Although Kenya is regarded as the most politically stable nation within the East African region, it is also one that harbours burning embers of political discontent. Take note of the following.

The public service, or the organising element of the state, is regarded as the cohesive element in society. It unites or puts together, sustainably, diverse interests and societies within a political formation or a political system.

Under capitalism, it is the power elite, resident in state power structures, or influencing it by diverse legitimate methods, that governs in order to provide social and political cohesion in an otherwise diverse and inchoate society. This is the essence of what democracy regards as legitimacy. This rule is provided by what is ordinarily called the public service, which is itself governed by a plethora of rules, regulations and policies all derived from the Constitution.

But when the ruling class, a pact of domination or regime is uncertain of itself, it will not appoint people to exercise state power assuming that state apparatus in itself is an element of cohesion, but will personalise such appointments on the basis of blood or personal relationships.

The servants, as it were, cease to be civil and begin exercising the power of the state on the basis of personalised relationships such as religion, tribal allegiance and village identity. The so-called political party becomes a mere facade.

All these are recipes for political instability, political underdevelopment and socioeconomic decay. They manifest themselves in terms of corruption, state brutality, crass arrogance by the ruling elite, assassinations, murder of professional and law-abiding civil servants (case of Chris Msando of the IEBC) and perpetual alienation of the mass of people from the state.

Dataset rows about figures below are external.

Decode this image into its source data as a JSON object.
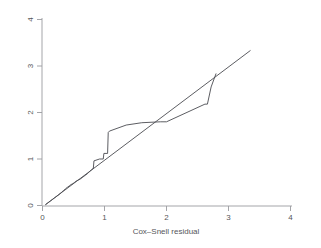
{
  "figure": {
    "background_color": "#ffffff",
    "axis_color": "#9a9b9f",
    "line_color": "#4a4b50"
  },
  "axes": {
    "x_title": "Cox–Snell residual",
    "y_title": "",
    "x_ticks": [
      "0",
      "1",
      "2",
      "3",
      "4"
    ],
    "y_ticks": [
      "0",
      "1",
      "2",
      "3",
      "4"
    ]
  },
  "chart_data": {
    "type": "line",
    "title": "",
    "subtitle": "",
    "xlabel": "Cox–Snell residual",
    "ylabel": "",
    "xlim": [
      0,
      4
    ],
    "ylim": [
      0,
      4
    ],
    "xticks": [
      0,
      1,
      2,
      3,
      4
    ],
    "yticks": [
      0,
      1,
      2,
      3,
      4
    ],
    "grid": false,
    "legend": "none",
    "series": [
      {
        "name": "Nelson-Aalen cumulative hazard (step)",
        "style": "step",
        "points": [
          [
            0.05,
            0.02
          ],
          [
            0.08,
            0.05
          ],
          [
            0.1,
            0.07
          ],
          [
            0.13,
            0.1
          ],
          [
            0.16,
            0.13
          ],
          [
            0.19,
            0.16
          ],
          [
            0.22,
            0.19
          ],
          [
            0.25,
            0.22
          ],
          [
            0.28,
            0.25
          ],
          [
            0.31,
            0.29
          ],
          [
            0.34,
            0.32
          ],
          [
            0.37,
            0.36
          ],
          [
            0.4,
            0.39
          ],
          [
            0.43,
            0.42
          ],
          [
            0.46,
            0.45
          ],
          [
            0.49,
            0.47
          ],
          [
            0.52,
            0.5
          ],
          [
            0.55,
            0.53
          ],
          [
            0.58,
            0.55
          ],
          [
            0.61,
            0.57
          ],
          [
            0.64,
            0.6
          ],
          [
            0.67,
            0.63
          ],
          [
            0.7,
            0.66
          ],
          [
            0.73,
            0.69
          ],
          [
            0.76,
            0.73
          ],
          [
            0.79,
            0.77
          ],
          [
            0.82,
            0.8
          ],
          [
            0.83,
            0.96
          ],
          [
            0.92,
            1.0
          ],
          [
            0.98,
            1.0
          ],
          [
            0.99,
            1.12
          ],
          [
            1.05,
            1.12
          ],
          [
            1.06,
            1.57
          ],
          [
            1.08,
            1.6
          ],
          [
            1.35,
            1.73
          ],
          [
            1.6,
            1.78
          ],
          [
            1.9,
            1.8
          ],
          [
            2.0,
            1.8
          ],
          [
            2.62,
            2.18
          ],
          [
            2.66,
            2.18
          ],
          [
            2.72,
            2.55
          ],
          [
            2.8,
            2.84
          ]
        ]
      },
      {
        "name": "Reference line (45 degrees)",
        "style": "line",
        "points": [
          [
            0.05,
            0.02
          ],
          [
            3.35,
            3.33
          ]
        ]
      }
    ]
  }
}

Jaindi Kisero, in an article in The Nation on January 18 this year entitled ‘Disruptions Bad for State Firms’, noted that it has become a habit in Kenya that when a new regime takes over political power, key officials and board members of state corporations are quickly replaced by new ones almost arbitrarily so that tribesmen of the new rulers get their time to eat.

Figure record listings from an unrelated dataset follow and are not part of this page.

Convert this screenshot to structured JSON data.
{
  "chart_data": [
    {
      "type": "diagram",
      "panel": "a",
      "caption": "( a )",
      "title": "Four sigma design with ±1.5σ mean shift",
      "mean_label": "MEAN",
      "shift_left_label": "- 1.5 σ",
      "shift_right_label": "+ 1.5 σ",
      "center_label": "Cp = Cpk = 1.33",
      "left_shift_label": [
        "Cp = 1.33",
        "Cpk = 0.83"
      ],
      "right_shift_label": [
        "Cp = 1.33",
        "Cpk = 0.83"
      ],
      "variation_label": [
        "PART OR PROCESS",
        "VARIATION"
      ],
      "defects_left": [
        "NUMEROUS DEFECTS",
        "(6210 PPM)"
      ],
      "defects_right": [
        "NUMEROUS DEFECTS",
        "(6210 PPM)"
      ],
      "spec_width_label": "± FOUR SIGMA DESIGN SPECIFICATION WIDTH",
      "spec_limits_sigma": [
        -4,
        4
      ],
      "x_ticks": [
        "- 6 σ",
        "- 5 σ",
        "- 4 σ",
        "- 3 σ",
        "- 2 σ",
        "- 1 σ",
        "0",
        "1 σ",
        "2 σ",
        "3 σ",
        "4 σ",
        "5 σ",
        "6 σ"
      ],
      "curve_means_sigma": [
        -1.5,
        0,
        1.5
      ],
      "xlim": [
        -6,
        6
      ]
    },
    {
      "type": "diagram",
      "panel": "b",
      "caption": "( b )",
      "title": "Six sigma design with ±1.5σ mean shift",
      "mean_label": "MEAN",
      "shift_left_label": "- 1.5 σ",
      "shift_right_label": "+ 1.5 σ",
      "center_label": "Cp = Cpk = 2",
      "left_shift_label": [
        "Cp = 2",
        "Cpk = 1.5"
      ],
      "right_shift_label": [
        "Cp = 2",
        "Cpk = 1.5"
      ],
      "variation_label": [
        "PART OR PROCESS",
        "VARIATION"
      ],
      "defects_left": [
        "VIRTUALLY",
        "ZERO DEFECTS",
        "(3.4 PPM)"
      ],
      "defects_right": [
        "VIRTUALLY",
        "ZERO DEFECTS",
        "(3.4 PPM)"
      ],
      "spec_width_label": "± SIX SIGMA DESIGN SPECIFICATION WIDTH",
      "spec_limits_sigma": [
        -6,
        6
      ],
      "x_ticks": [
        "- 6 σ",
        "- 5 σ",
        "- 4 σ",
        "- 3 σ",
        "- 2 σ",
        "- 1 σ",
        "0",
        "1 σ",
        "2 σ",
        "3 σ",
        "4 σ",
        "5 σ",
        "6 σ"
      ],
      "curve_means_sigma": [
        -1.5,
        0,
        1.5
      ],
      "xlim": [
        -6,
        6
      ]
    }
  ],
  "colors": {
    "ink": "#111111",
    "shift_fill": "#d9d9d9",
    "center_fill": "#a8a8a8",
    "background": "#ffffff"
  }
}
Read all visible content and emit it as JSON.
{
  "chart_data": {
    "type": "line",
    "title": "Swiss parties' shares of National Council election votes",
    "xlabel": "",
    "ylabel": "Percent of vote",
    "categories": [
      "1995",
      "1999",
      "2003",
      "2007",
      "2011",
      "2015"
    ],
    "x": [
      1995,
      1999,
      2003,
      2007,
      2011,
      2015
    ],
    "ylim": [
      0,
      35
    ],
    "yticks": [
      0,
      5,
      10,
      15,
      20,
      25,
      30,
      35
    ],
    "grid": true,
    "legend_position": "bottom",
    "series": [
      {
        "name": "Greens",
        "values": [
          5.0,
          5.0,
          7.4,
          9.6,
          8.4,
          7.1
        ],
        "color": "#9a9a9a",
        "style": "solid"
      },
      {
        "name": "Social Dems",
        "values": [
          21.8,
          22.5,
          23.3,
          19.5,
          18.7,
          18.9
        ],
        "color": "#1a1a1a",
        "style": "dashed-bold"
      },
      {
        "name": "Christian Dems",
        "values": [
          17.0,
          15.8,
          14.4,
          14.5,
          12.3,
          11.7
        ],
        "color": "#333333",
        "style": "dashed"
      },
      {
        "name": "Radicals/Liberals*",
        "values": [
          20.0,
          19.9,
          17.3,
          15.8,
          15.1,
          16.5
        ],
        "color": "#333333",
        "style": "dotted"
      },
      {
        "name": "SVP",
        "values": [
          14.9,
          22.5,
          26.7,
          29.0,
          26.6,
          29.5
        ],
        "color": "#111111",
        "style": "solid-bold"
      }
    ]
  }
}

Notwithstanding the terms of service of these officials and boards, or the policies and procedures of governance in such boards, the exercise is repeated ad nauseam from one entity to the other without let or hindrance. This, Jaindi concluded, is bad for business and national cohesion.

Independent and professional

The headline in the January 19 issue of The Star shouted: ‘Ruto purge hits Uhuru men as allies return!’ This is true but tragic. The public service in a capitalist nation (which ours is) is supposed to be like a wind vane: independent, professional and ready to serve any political regime that comes to power. But this can only happen here were Kenya to have a parliamentary system of government.

In a parliamentary system, governments are formed by a political party, or coalition of political parties, which wins the majority of the votes and gain the majority in Parliament, following free and fair elections. The leader of the majority in Parliament becomes the Prime Minister and forms the government directly answerable to and in Parliament.

It is very difficult for the PM, or the ruling party or coalition for that matter, to go rogue and begin arbitrarily messing up with the civil service. The ongoing discussions in the Kenya Kwanza government to have non-elected ministers “to answer” questions in Parliament as “a committee of the whole” is futile. Ministers can only be accountable to the people if they are elected and respond as members of an elected body, not its imposed graft.

The President and his non-elected ministers, truth be told, will never leave the public service to be truly civil!

Ask yourself why the IEBC will never be truly independent to manage our elections no matter how many times we give it new rules and appoint new “representatives” of relevant social forces to it. It will always go berserk and serve whoever can buy it or influence its membership during the elections.

Ask yourself why Malaysia, Singapore, India, Mauritius, and much more recently Ghana, Botswana, Senegal and South Africa enjoy stable elections as well as development. Even when their leaders are called “Presidents”, like in South Africa, these countries essentially have parliamentary systems of government. 

I rest my case.

Prof Nyong’o is Governor of Kisumu County.